Buckskinner I totally understand you and your brothers situation.
We grew up milking cows, making hay and hoeing weedy sugar beets. My dad was very good at letting us make mistakes and learning from them. It’s something I’m probably not as good at and mistakes have become very expensive.
My dad said we could always come back to the farm, but we had to leave it first and try something else. My dad was a smart man with a lot of common sense. I went to electronics school and after I worked in Detroit for several years. In the spring of 1984 the economy was terrible. Inflation was crazy and the place I worked at was going to have to let someone go. It was me or a guy with a wife and kids. I decided to pack up my meager belongings and go back to the farm.
It was difficult. Interest rates were high. Everything was expensive and when I left the farm they sold the cows. My next youngest brother had taken a job and work off the farm for a few years. Now he was getting married and wanted to come back to the farm. We decided to buy some cows and start milking again. I remember being very nervous about how much money I had to borrow and how high the interest rate was. My dad told me if you don’t have anything, they can’t take anything away from you. That was 38 years ago and I have been I debt ever since. It has been a struggle and the time I spent off the farm made me appreciate my time on the farm enough to stick with it. I have had to sell stuff I couldn’t make the payments on. It hurt and my brother who farmed with me for 35 years decided it was time for him to leave the farm again. We had to sell land and there wasn’t enough left for all of us.
Myself and my middle brother decided to keep trying to make it go. The next couple years were very difficult and very hard on one nerves. We somehow managed to survive them. I said a lot of prayers and asked the good lord to take care of us. Honestly he was the only one who could. He has and we are getting through it.
My dad planted our first sugar beet crop two days before I was born. This spring if my planter works I will plant our 61st crop of sugar beets. Things have certainly changed. Yet stayed the same. We still take those delicate little beets seeds and plant them in the cold moist soil. We still do a lot of praying and worrying.
Last year we had a record year for sugar beet yields. We averaged 44 tons per acre. A whole 10 tons higher than the fantastic crop we grew the year prior. Unfortunately the sugar content was very low. We averaged 16.4% sugar. The year prior we averaged 20.23% sugar. The previous year even though we had over 3,000 less tons. We had over 300,000 more lbs of sugar from them. This still wouldn’t be so terrible except beet are a perishable crop. We can’t just store them in a bin. They go on huge piles and we have to get them processed before the end of spring.
The most we have ever processed as a coop is 5.1 million tons. Last year we estimated we had a 5.8 million ton crop. We left 5% of our crop unharvested, knowing we would never be able to process it. Also knowing we probably should have left another 5 or 7 percent unharvested.
We harvested them though. Hoping for a record slice and hoping the factories could get them processed. We are still very short on employees at our factories with 80 open positions. Covid has made it difficult to keep the ones we have able to come to work with exposures and quarantine.
Instead of having record slice it has been pretty disappointing. Now we are paying to haul beets away and dispose of them. I expect us to discard around a million tons of beets between what we didn’t harvest and what we haul back from the piles. And the amount of sugar we get from the tons we do process is low. Normally we get between 290 to 320 lbs of sugar from a ton. We are averaging 239 lbs.
Kinda like when you have to much zucchini and can’t find a home for it, but a lot more expensive.
We will do it again though and chances are with different results. Hardly ever have the same results two years in a row.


WHAT YOU ARE ASKED TO DO » Return the full set of entries precisely. Do not carry over any pictures.
[Start of section]
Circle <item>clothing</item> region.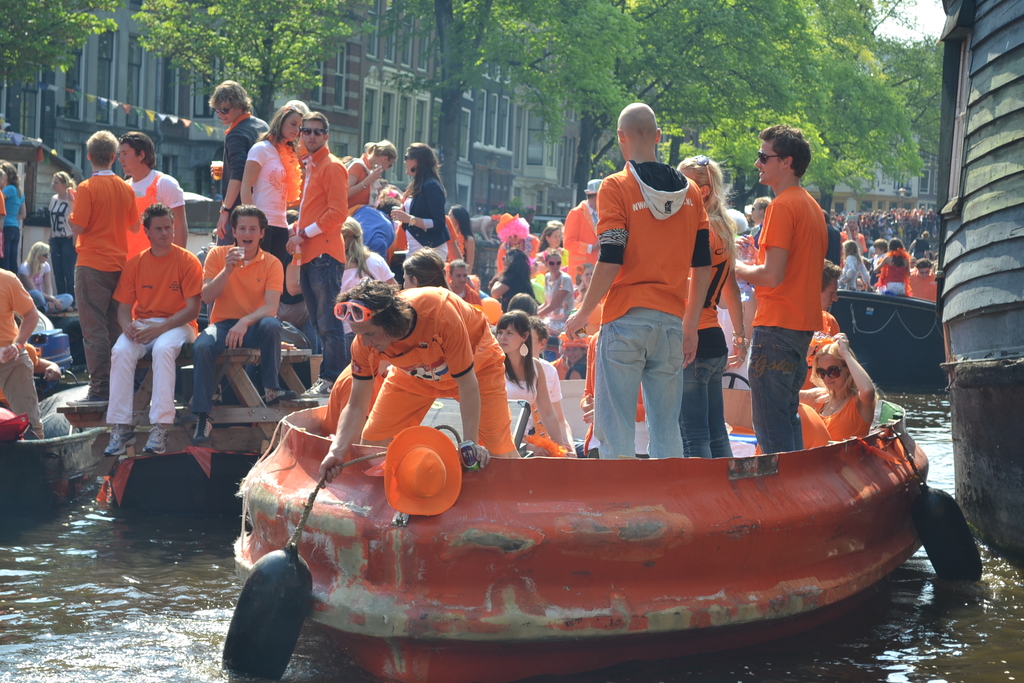
Region: region(745, 223, 762, 267).
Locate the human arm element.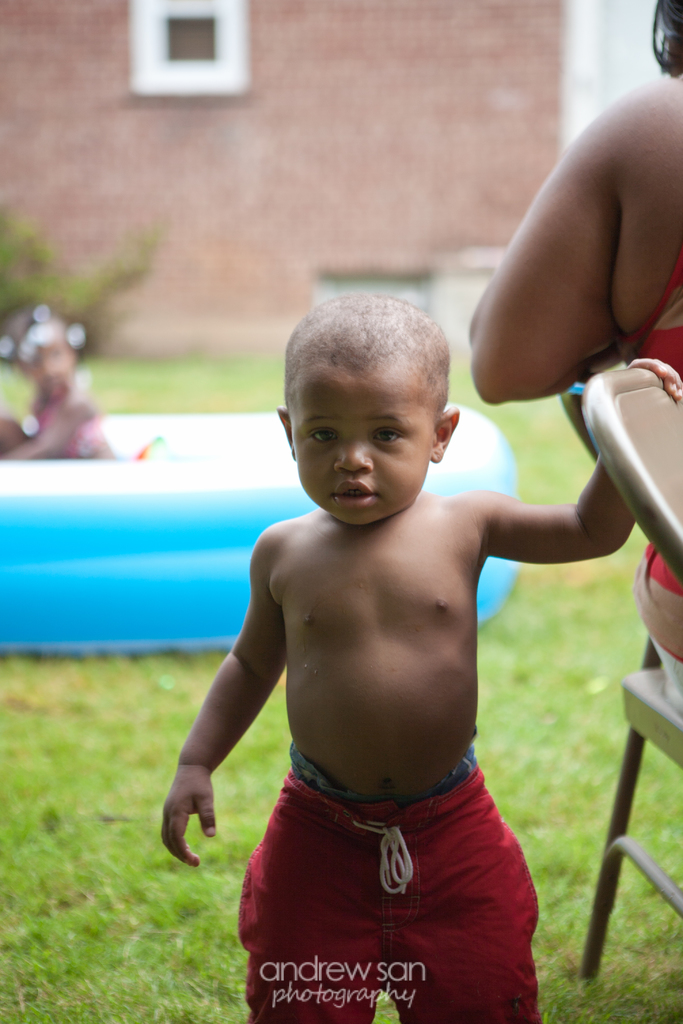
Element bbox: l=436, t=98, r=682, b=428.
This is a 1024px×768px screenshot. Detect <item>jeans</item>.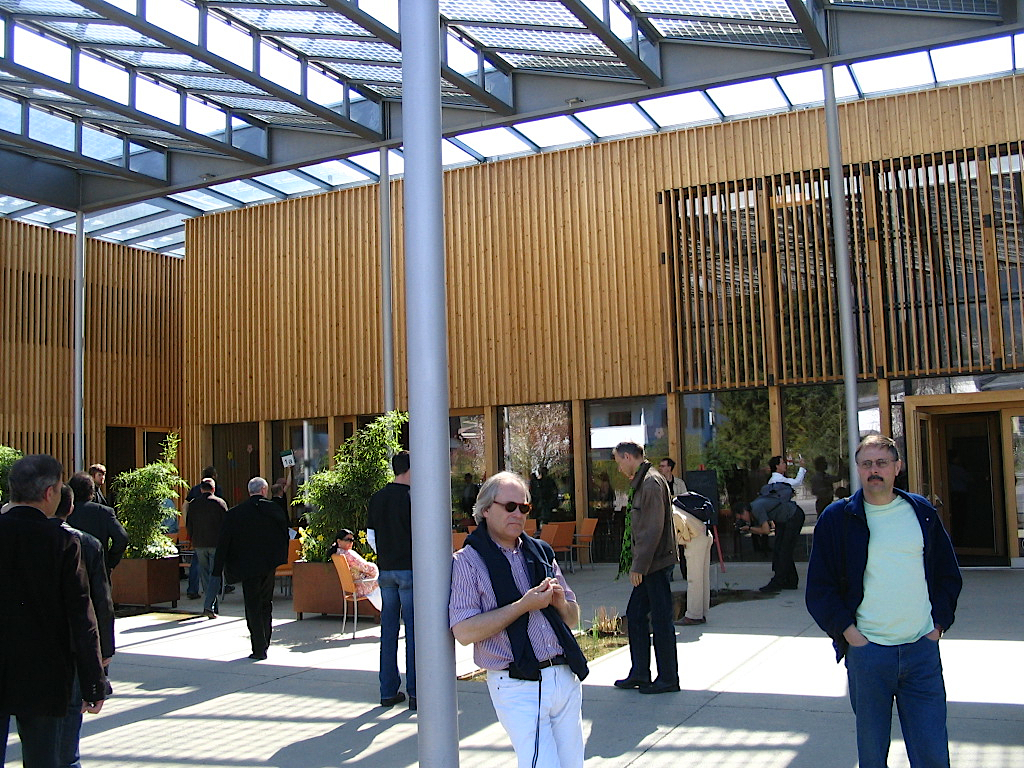
<bbox>193, 552, 225, 600</bbox>.
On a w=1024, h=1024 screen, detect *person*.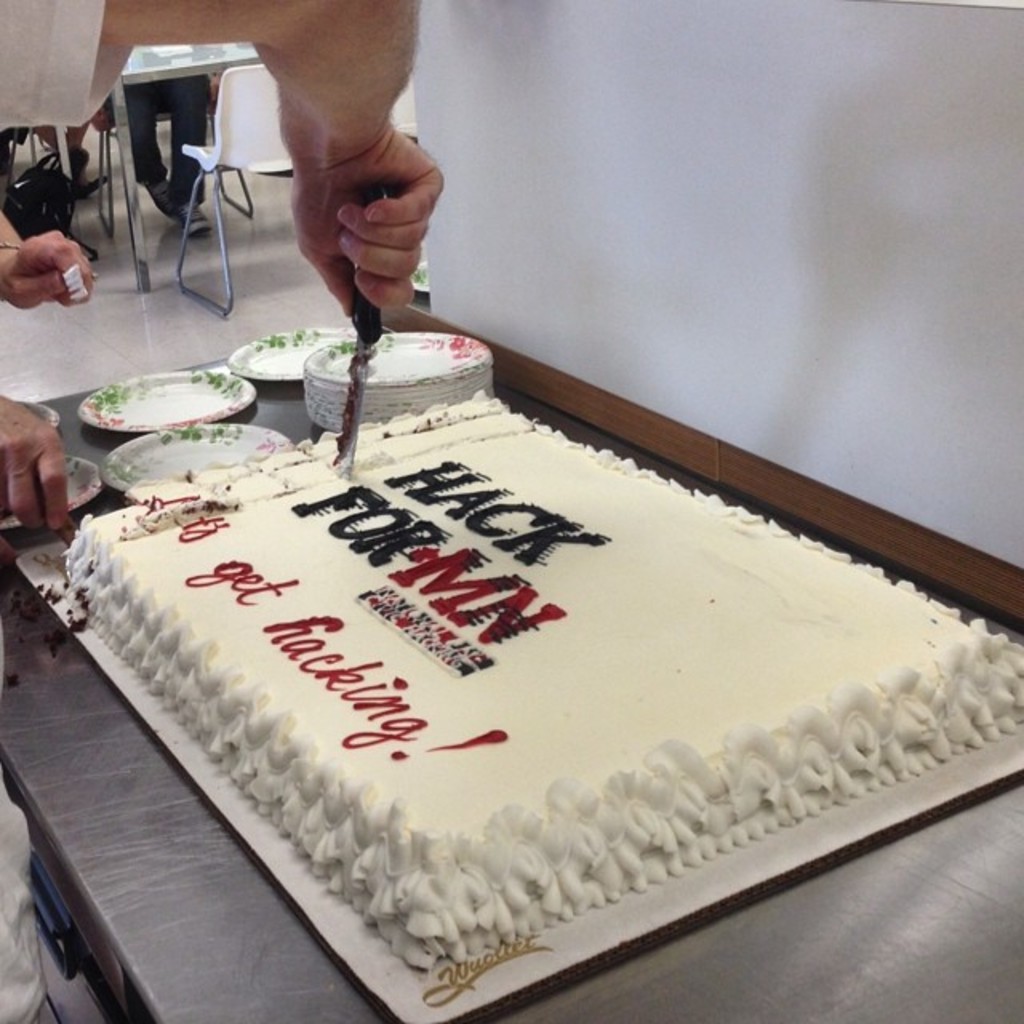
<bbox>0, 0, 448, 525</bbox>.
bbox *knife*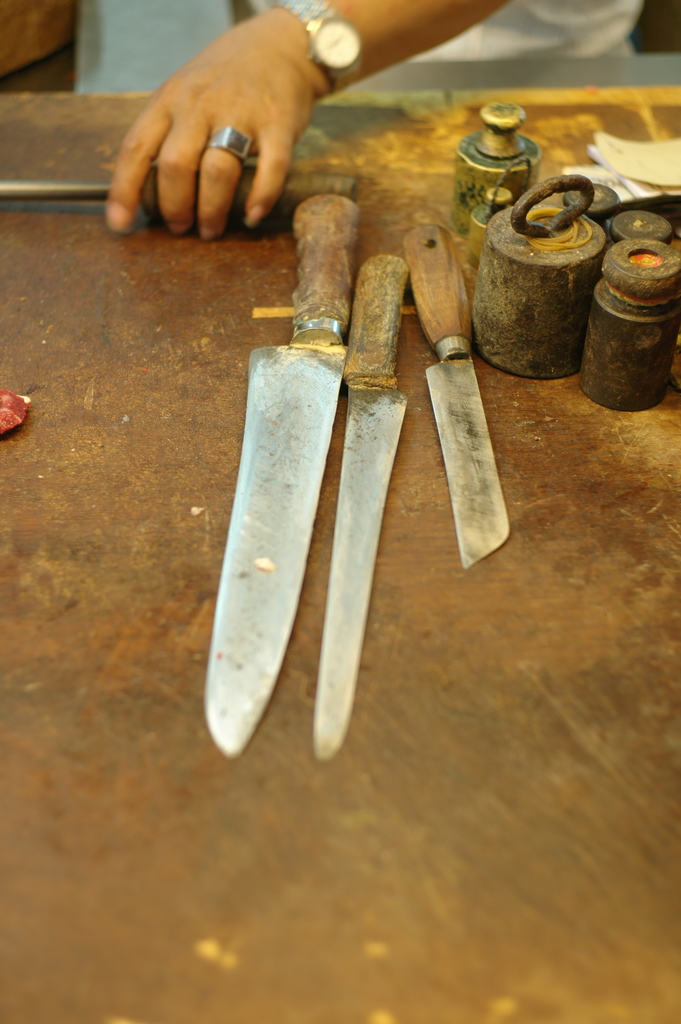
(x1=312, y1=251, x2=413, y2=765)
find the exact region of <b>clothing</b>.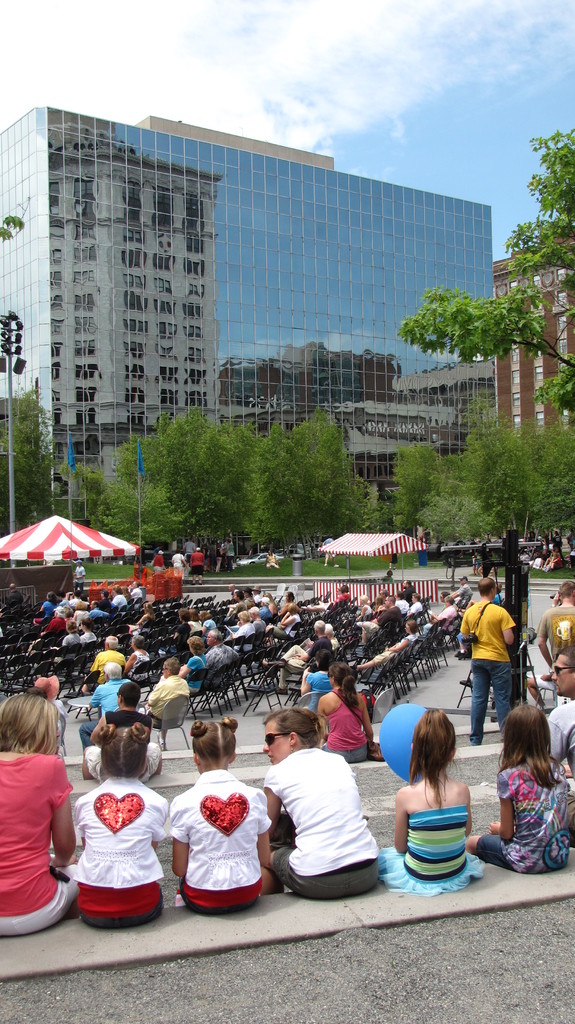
[End of section]
PROBLEM SOLUTION »
Circle <item>clothing</item> region.
Region: region(745, 223, 762, 267).
Locate the human arm element.
Element bbox: l=436, t=98, r=682, b=428.
This is a 1024px×768px screenshot. Detect <item>jeans</item>.
<bbox>193, 552, 225, 600</bbox>.
On a w=1024, h=1024 screen, detect *person*.
<bbox>0, 0, 448, 525</bbox>.
bbox *knife*
(x1=312, y1=251, x2=413, y2=765)
find the exact region of <b>clothing</b>.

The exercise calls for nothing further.